Colorado, Connecticut, Delaware, Hawaii, Illinois, Maine, Maryland, Minnesota, Nevada, New Jersey, New Mexico, New York, Oregon, Virginia, and Michigan joined California in the lawsuit.

The states said Trump's order would cause them to lose millions of dollars in federal funding for national guard units dealing with counter-drug activities and redirection of funds from authorized military construction projects would damage their economies.

In television interviews on Sunday and Monday, Becerra said the lawsuit would use Trump's own words against him as evidence that there was no national emergency to declare.

Trump said on Friday he did not need to make the emergency declaration but wanted to speed the process of building the wall. That comment could undercut the government's legal argument.

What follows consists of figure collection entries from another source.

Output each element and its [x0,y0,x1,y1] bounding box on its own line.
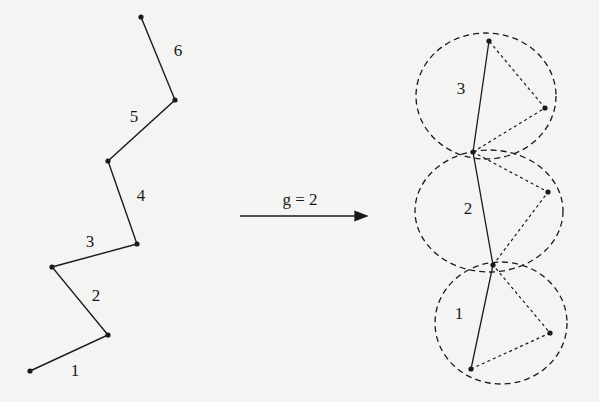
bead [547,330,552,335]
bead [172,97,177,102]
bead [486,38,491,43]
segment-label: 5 [130,107,139,126]
bead [490,262,495,267]
bead [470,149,475,154]
inner-bonds [471,265,550,369]
mapping-arrow: g = 2 [240,190,367,216]
blob-label: 3 [457,79,466,98]
inner-bonds [473,41,545,152]
blob-label: 1 [455,304,464,323]
chain-bonds [30,17,175,371]
bead [134,241,139,246]
bead [545,189,550,194]
bead [468,366,473,371]
bead [27,368,32,373]
segment-label: 4 [137,186,146,205]
blob-label: 2 [464,199,473,218]
segment-label: 3 [86,232,95,251]
bead [105,332,110,337]
coarse-grained-chain: 123 [415,33,567,384]
diagram-svg: 123456 g = 2 123 [0,0,599,402]
blob-boundary [435,262,567,384]
arrow-label: g = 2 [282,190,317,209]
segment-label: 2 [92,286,101,305]
bead [542,105,547,110]
blob-bonds [471,41,493,369]
coarse-graining-diagram: 123456 g = 2 123 [0,0,599,402]
blob-boundary [416,33,556,159]
segment-label: 1 [71,361,80,380]
inner-bonds [473,152,548,265]
segment-label: 6 [174,41,183,60]
bead [138,14,143,19]
bead [49,264,54,269]
original-chain: 123456 [27,14,182,380]
blob-boundary [415,150,563,272]
bead [105,158,110,163]
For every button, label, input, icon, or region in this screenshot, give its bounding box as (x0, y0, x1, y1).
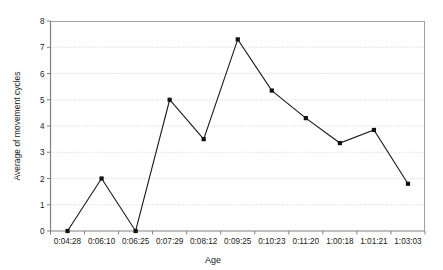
data-point (236, 37, 240, 41)
data-point (338, 141, 342, 145)
x-tick-labels: 0:04:280:06:100:06:250:07:290:08:120:09:… (54, 237, 422, 246)
x-axis-title: Age (205, 255, 221, 265)
data-point (202, 137, 206, 141)
y-tick-label: 1 (40, 201, 45, 210)
gridlines (51, 47, 426, 205)
x-tick-label: 0:09:25 (224, 237, 252, 246)
y-tick-label: 0 (40, 227, 45, 236)
y-tick-label: 8 (40, 17, 45, 26)
x-tick-label: 1:00:18 (326, 237, 354, 246)
data-point (65, 229, 69, 233)
data-point (134, 229, 138, 233)
chart-container: 012345678 0:04:280:06:100:06:250:07:290:… (0, 0, 443, 270)
y-axis-title: Average of movement cycles (12, 72, 22, 181)
data-point (168, 98, 172, 102)
x-tick-label: 1:01:21 (360, 237, 388, 246)
data-line (68, 39, 408, 231)
x-tick-label: 0:11:20 (292, 237, 319, 246)
data-point (99, 176, 103, 180)
data-point (270, 88, 274, 92)
x-tick-label: 0:04:28 (54, 237, 82, 246)
y-tick-label: 4 (40, 122, 45, 131)
x-tick-label: 0:08:12 (190, 237, 218, 246)
data-markers (65, 37, 410, 233)
y-tick-label: 7 (40, 43, 45, 52)
y-tick-labels: 012345678 (40, 17, 45, 236)
line-chart: 012345678 0:04:280:06:100:06:250:07:290:… (0, 0, 443, 270)
y-tick-label: 5 (40, 96, 45, 105)
x-tick-label: 1:03:03 (394, 237, 422, 246)
data-point (304, 116, 308, 120)
x-tick-label: 0:06:25 (122, 237, 150, 246)
x-tick-label: 0:07:29 (156, 237, 184, 246)
y-tick-label: 3 (40, 148, 45, 157)
data-point (406, 182, 410, 186)
y-tick-label: 6 (40, 70, 45, 79)
x-tick-label: 0:10:23 (258, 237, 286, 246)
y-tick-label: 2 (40, 175, 45, 184)
data-point (372, 128, 376, 132)
x-tick-label: 0:06:10 (88, 237, 116, 246)
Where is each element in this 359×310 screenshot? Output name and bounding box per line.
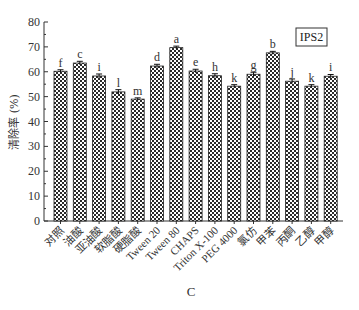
- significance-label: c: [77, 47, 82, 61]
- significance-label: e: [193, 55, 198, 69]
- significance-label: j: [289, 65, 293, 79]
- bar: [112, 92, 125, 221]
- bar: [54, 71, 67, 221]
- legend-label: IPS2: [300, 30, 323, 44]
- significance-label: a: [174, 32, 180, 46]
- legend-box: IPS2: [296, 28, 327, 46]
- y-tick-label: 60: [28, 65, 40, 79]
- y-tick-label: 10: [28, 189, 40, 203]
- significance-label: g: [251, 58, 257, 72]
- y-tick-label: 80: [28, 15, 40, 29]
- y-tick-label: 0: [34, 214, 40, 228]
- significance-label: b: [270, 37, 276, 51]
- bar: [247, 74, 260, 221]
- x-tick-label: 对照: [41, 223, 66, 248]
- bar: [131, 99, 144, 221]
- x-tick-label: 丙酮: [273, 224, 297, 248]
- bar: [170, 48, 183, 221]
- y-tick-label: 20: [28, 164, 40, 178]
- bar: [208, 76, 221, 221]
- significance-label: k: [231, 71, 237, 85]
- x-tick-label: 氯仿: [234, 223, 259, 248]
- x-tick-label: 甲苯: [253, 223, 278, 248]
- y-tick-label: 40: [28, 115, 40, 129]
- bar: [305, 86, 318, 221]
- significance-label: f: [59, 56, 63, 70]
- significance-label: k: [308, 71, 314, 85]
- significance-label: h: [212, 60, 218, 74]
- x-tick-label: 甲醇: [311, 223, 336, 248]
- bar: [228, 86, 241, 221]
- bar: [189, 71, 202, 221]
- x-axis-label: C: [187, 284, 196, 299]
- significance-label: d: [154, 50, 160, 64]
- bar: [151, 66, 164, 221]
- significance-label: m: [133, 84, 143, 98]
- bar: [93, 76, 106, 221]
- y-tick-label: 70: [28, 40, 40, 54]
- y-tick-label: 30: [28, 139, 40, 153]
- significance-label: i: [329, 60, 333, 74]
- bar-chart: 01020304050607080 f对照c油酸i亚油酸l软脂酸m硬脂酸dTwe…: [0, 0, 359, 310]
- bar: [286, 81, 299, 221]
- y-tick-label: 50: [28, 90, 40, 104]
- bar: [266, 53, 279, 221]
- significance-label: l: [117, 76, 121, 90]
- significance-label: i: [97, 60, 101, 74]
- y-axis-label: 清除率 (%): [7, 94, 21, 150]
- x-tick-label: 乙醇: [292, 223, 317, 248]
- bar: [324, 76, 337, 221]
- bar: [73, 63, 86, 221]
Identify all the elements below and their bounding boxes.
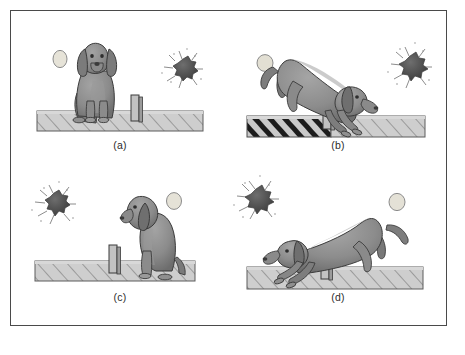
shock-stimulus-icon (233, 175, 279, 219)
shock-stimulus-icon (387, 42, 432, 88)
panel-c-scene (11, 169, 229, 327)
panel-label-d: (d) (229, 291, 447, 303)
barrier (109, 245, 121, 274)
panel-b: (b) (229, 11, 447, 169)
panel-d: (d) (229, 169, 447, 327)
panel-a: (a) (11, 11, 229, 169)
shock-stimulus-icon (31, 181, 76, 224)
floor-surface (247, 267, 423, 289)
panel-label-b: (b) (229, 139, 447, 151)
panel-label-a: (a) (11, 139, 229, 151)
light-stimulus-icon (389, 193, 405, 210)
floor-surface (37, 111, 203, 131)
panel-d-scene (229, 169, 447, 327)
figure-frame: (a) (10, 10, 447, 326)
panel-label-c: (c) (11, 291, 229, 303)
light-stimulus-icon (53, 50, 67, 67)
barrier (131, 95, 143, 122)
shock-stimulus-icon (161, 48, 203, 88)
floor-electrified-left (247, 116, 331, 137)
dog-figure (73, 43, 117, 123)
light-stimulus-icon (167, 193, 182, 210)
panel-c: (c) (11, 169, 229, 327)
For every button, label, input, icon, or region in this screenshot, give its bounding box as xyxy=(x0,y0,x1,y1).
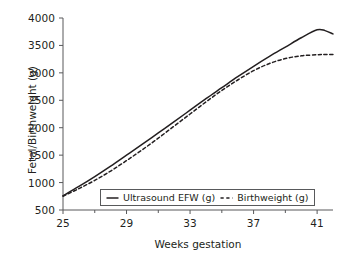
y-axis-title: Fetal/Birthweight (g) xyxy=(26,40,38,200)
axis-spines xyxy=(63,18,333,210)
x-axis-ticks xyxy=(63,210,317,214)
legend-solid-line-icon xyxy=(106,194,119,202)
series-line-birthweight xyxy=(63,54,333,196)
y-axis-ticks xyxy=(59,18,63,210)
y-axis-tick-label: 4000 xyxy=(0,12,55,24)
x-axis-tick-label: 37 xyxy=(247,217,261,229)
legend-item-birthweight: Birthweight (g) xyxy=(220,192,308,203)
x-axis-tick-label: 29 xyxy=(120,217,134,229)
series-line-ultrasound-efw xyxy=(63,29,333,195)
chart-legend: Ultrasound EFW (g) Birthweight (g) xyxy=(100,189,315,206)
x-axis-tick-label: 33 xyxy=(183,217,197,229)
chart-figure: 5001000150020002500300035004000 25293337… xyxy=(0,0,346,261)
legend-dashed-line-icon xyxy=(220,194,233,202)
legend-item-ultrasound-efw: Ultrasound EFW (g) xyxy=(106,192,215,203)
x-axis-tick-label: 41 xyxy=(310,217,324,229)
y-axis-tick-label: 500 xyxy=(0,204,55,216)
x-axis-tick-label: 25 xyxy=(56,217,70,229)
legend-label-ultrasound-efw: Ultrasound EFW (g) xyxy=(123,192,215,203)
legend-label-birthweight: Birthweight (g) xyxy=(237,192,308,203)
x-axis-title: Weeks gestation xyxy=(63,238,333,250)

"By the president’s own admission, an emergency declaration is not necessary," the states said in the lawsuit. "The federal government’s own data prove there is no national emergency at the southern border that warrants construction of a wall."

Latest comments

This lawsuit will not win. Trumps actions were not illegal, and even if they were found as such it would automatically cancel over 40 other emergency states declared currently in US and would royally ******* a whole bunch of government programmes.. . . Also a landowner has as much right to "property rights" claim there as one would during a construction of an interstate - infrastructure projects are priority and the owner MUST sell the land to the government.
Not so. Those other states of emergency were actual emergencies (unlike this one which is made up). Declaring a state of emergency is not what is being called unconstitutional here. It's making up a fake emergency for the sole purpose of using funds that Congress has not approved. The only reason he's doing it is because Congress denied him the amount of money he wanted. That's a totally different issue from whether or not the president can declare a (real) national emergency or not.
Isn't it weird how only two of these states are actually on the border? Of those two states, combined they accounted for less than 20% of the US border and both of them just so happen to have voted Democrat in the 2016 election.